Chevron competes in the global oil and gas industry, one of the largest commodity markets on earth. Crude oil prices are set by global supply and demand, with major influences from OPEC production decisions, U.S. shale output levels, and broader economic conditions. The industry is inherently cyclical — revenues and profits rise and fall with energy prices rather than predictably growing year over year.

Long-term secular trends create both headwinds and opportunities for Chevron. On one hand, the global energy transition is gradually shifting demand toward electricity and renewables, which could reduce fossil fuel consumption over time. On the other hand, global energy demand remains high and growing in developing economies, and LNG in particular is widely seen as a transition fuel. Chevron is investing in renewable diesel, sustainable aviation fuel (SAF), renewable natural gas, hydrogen, carbon capture, and even lithium extraction — though these remain small relative to its core oil and gas business.

Who are Chevron's main competitors?

Chevron competes at the very top of a concentrated industry dominated by a handful of supermajors. Its primary global competitors include ExxonMobil, Shell, BP, and TotalEnergies — all of which, like Chevron, are fully integrated across upstream and downstream operations.
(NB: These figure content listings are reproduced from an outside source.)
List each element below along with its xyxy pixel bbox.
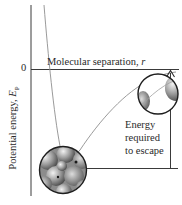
zero-tick-label: 0 (21, 62, 26, 74)
potential-energy-diagram: Potential energy, EP 0 Molecular separat… (0, 0, 182, 205)
annotation-line-1: Energy (125, 118, 164, 131)
y-axis-label-symbol: E (7, 90, 18, 96)
x-axis-label-symbol: r (141, 56, 145, 67)
annotation-line-3: to escape (125, 144, 164, 157)
y-axis-label-subscript: P (13, 86, 21, 90)
x-axis-label: Molecular separation, r (47, 56, 145, 68)
x-axis-label-text: Molecular separation, (47, 56, 141, 67)
escape-energy-annotation: Energy required to escape (125, 118, 164, 157)
annotation-line-2: required (125, 131, 164, 144)
packed-molecules-inset (36, 145, 92, 200)
diagram-graphics (0, 0, 182, 205)
separated-molecules-inset (130, 74, 182, 118)
y-axis-label: Potential energy, EP (7, 83, 21, 173)
y-axis-label-text: Potential energy, (7, 97, 18, 170)
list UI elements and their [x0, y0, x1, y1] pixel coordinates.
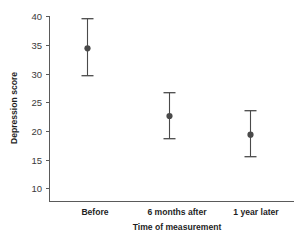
depression-score-error-bar-chart: 40 35 30 25 20 15 10 Depression score	[0, 0, 302, 243]
x-tick-label-before: Before	[81, 207, 108, 217]
x-tick-label-1-year-later: 1 year later	[233, 207, 279, 217]
y-axis-title: Depression score	[9, 72, 19, 144]
y-tick-label-15: 15	[31, 155, 42, 166]
data-point-marker	[166, 113, 172, 119]
y-tick-label-35: 35	[31, 40, 42, 51]
y-tick-label-30: 30	[31, 69, 42, 80]
x-axis-title: Time of measurement	[133, 222, 222, 232]
y-tick-label-40: 40	[31, 11, 42, 22]
chart-figure: 40 35 30 25 20 15 10 Depression score	[0, 0, 302, 243]
y-tick-label-25: 25	[31, 97, 42, 108]
y-tick-label-10: 10	[31, 183, 42, 194]
error-bar-before	[82, 19, 94, 76]
error-bar-1-year-later	[245, 111, 257, 157]
data-point-marker	[84, 45, 90, 51]
error-bar-6-months-after	[164, 93, 176, 139]
y-tick-label-20: 20	[31, 126, 42, 137]
data-point-marker	[247, 132, 253, 138]
x-tick-label-6-months-after: 6 months after	[147, 207, 207, 217]
y-axis-ticks	[46, 17, 50, 189]
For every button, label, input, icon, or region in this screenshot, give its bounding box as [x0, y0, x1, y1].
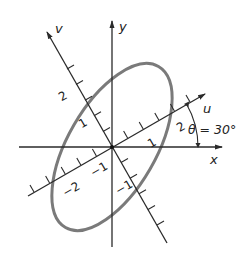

Chevron also competes with large national oil companies (government-owned producers like Saudi Aramco and Abu Dhabi National Oil Company) for acreage and resources, and with independent refiners and marketers on the downstream side.

Chevron's claimed competitive advantages center on its low-cost, high-quality asset base. The company highlights its position as one of the largest producers in the Permian Basin (over 1.75 million net acres in Texas and New Mexico, producing 1 million barrels of oil-equivalent per day in 2025), the largest acreage holder in the Gulf of America, and the largest LNG producer in Australia. It holds more than 4,000 patents and has invested heavily in drilling efficiency, particularly the "factory development" model — using multi-well pads and horizontal drilling to drive down per-barrel costs systematically.

Where does Chevron operate?

Chevron operates on every inhabited continent, with its most significant producing regions being the United States, Australia, Kazakhstan, and Africa. As of year-end 2025, 43% of proved reserves were in the United States, 15% in Australia, and 11% in Kazakhstan.

RegionKey activities
United StatesLargest production region; Permian Basin, Gulf of America, DJ Basin (Colorado), Bakken (North Dakota), California; five domestic refineries
AustraliaOperates Gorgon and Wheatstone LNG facilities offshore Western Australia; 15% of proved reserves
Kazakhstan50% stake in Tengizchevroil (TCO), which completed a major expansion in 2025 adding 260,000 barrels/day
AfricaProduction in Angola, Nigeria, Equatorial Guinea; LNG plant in Angola
AsiaNatural gas operations in Israel (Leviathan and Tamar fields), Bangladesh, Thailand, and China
Other AmericasGrowing presence in Guyana (Stabroek Block, with four FPSOs producing and more planned), Argentina (Vaca Muerta shale)
EuropeSmall stake in the Clair Field in the UK; new exploration blocks awarded in Greece

Outside the U.S., Chevron sells under the Texaco brand in Latin America and the Caltex brand across the Asia-Pacific region, with about 5,200 branded service stations and major refinery affiliates in Singapore, South Korea, and Thailand. The company notes exposure to geopolitical risk in several regions — Venezuela operations depend on U.S. government licenses, Kazakhstan crude exports rely on the Caspian Pipeline Consortium (which also transports Russian oil), and Myanmar operations were fully exited in 2024.